Afong stepped to the edge of the stage so theatergoers could get a closer look. She wondered if they would still think she was lovely if they saw her crying at night.

What would my mother think?

Afong displayed her bound feet and the audience chattered, in delight or disgust, awe or bewilderment; in the cacophony of voices it was hard to tell. Though a woman cried out, “God save that poor child,” as a man in the back yelled, “Heathens, all of ’em!”

Even though she learned a fair amount of English during her travels in America, it took a while for Afong to understand that Mr. Hannington was what some considered a member of the shoddyocracy, a fabulist, prone to saying whatever would hold the audience spellbound. She had tried to explain that many years ago, a dancer named Precious Thing performed on the tip of her toes, like ballerinas in America. A noble prince, Li Yu, was so smitten with her performance that other women adopted the fashion. But her manager concocted his own fable.

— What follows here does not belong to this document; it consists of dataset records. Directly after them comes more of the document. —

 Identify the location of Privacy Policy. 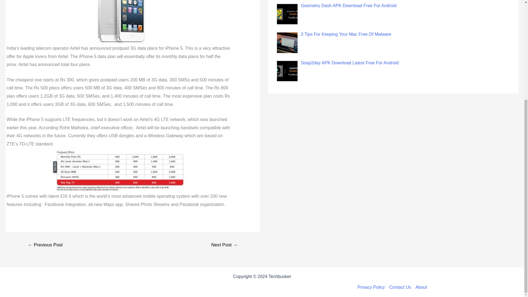
(372, 287).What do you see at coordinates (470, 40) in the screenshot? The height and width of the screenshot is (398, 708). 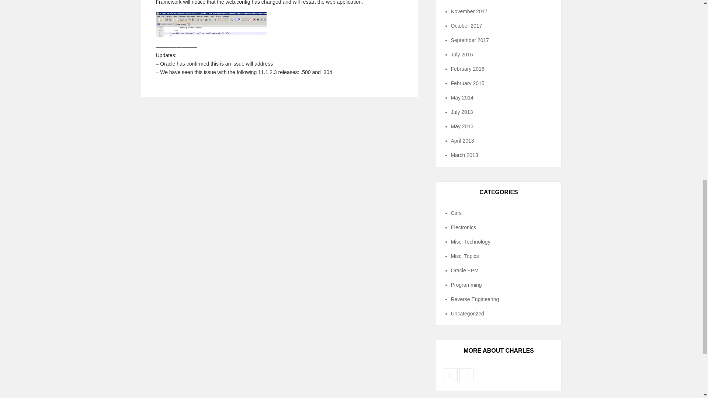 I see `September 2017` at bounding box center [470, 40].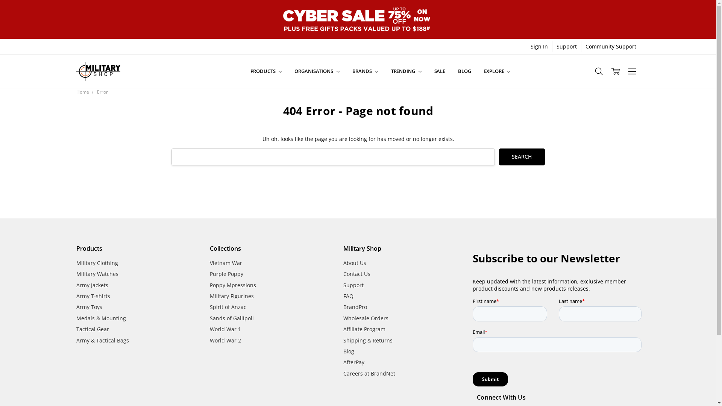  I want to click on Army Jackets, so click(92, 285).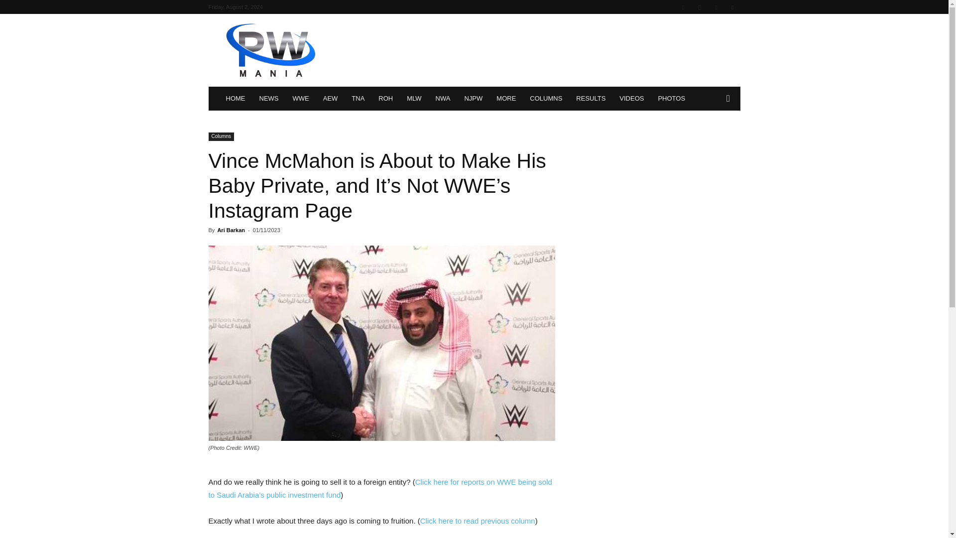  I want to click on HOME, so click(235, 99).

“Don’t get too high for your nut, girl,” he had said as he chewed on a cigar while counting the night’s receipts. “Your history is whatever I tell them. In America, a lie becomes the truth with sufficient repetition. I merely tell the crowd what they need to hear to be satisfied.” He smiled. “Because every crowd has a silver lining.”

To Afong, Mr. Hannington spoke in riddles and parables, like Confucius, if the great philosopher were drunk, greedy, and indolent.

“But the Chinese Lady does have her unique skills and refinements,” her manager said to the audience, removing his top hat. “As you will soon see.”

It was in this moment that Afong caught a glimpse that took her breath away, a young Chinese man waiting in the wings. She wanted to run to him, talk to him, she could not stop staring. She heard that Mrs. Hannington had found a new interpreter, but Afong expected a bald old scholar with an abacus, a round belly, and gray hairs growing from his ears. Instead this fellow, perhaps in his late twenties, was remarkably handsome, though she was unsure if her heart was racing because of his looks or simply because she had not seen another Chinese person in months and those had been bald old men, merchants and importers. This young man, however, did not have a queue and wore a Western-style suit. He was buttoning his golden waistcoat, when he looked up and caught Afong’s eye. He smiled and she looked away as she turned her attention back to tonight’s patrons.

“But first I need two volunteers, hale and hearty, strapping gents with the most copious of appetites,” Mr. Hannington said as he motioned to various men, encouraging them to join him onstage. “This will be dinner theater for two of you.”

A pair of burly men, one in a fine wool suit, though its threadbare condition spoke of its age, and the other in workman’s dungarees, stepped over the balustrade and alighted on the stage. Afong stepped back as the Chinese man brought forth a lacquered tray with three bowls of rice and three sets of ivory chopsticks.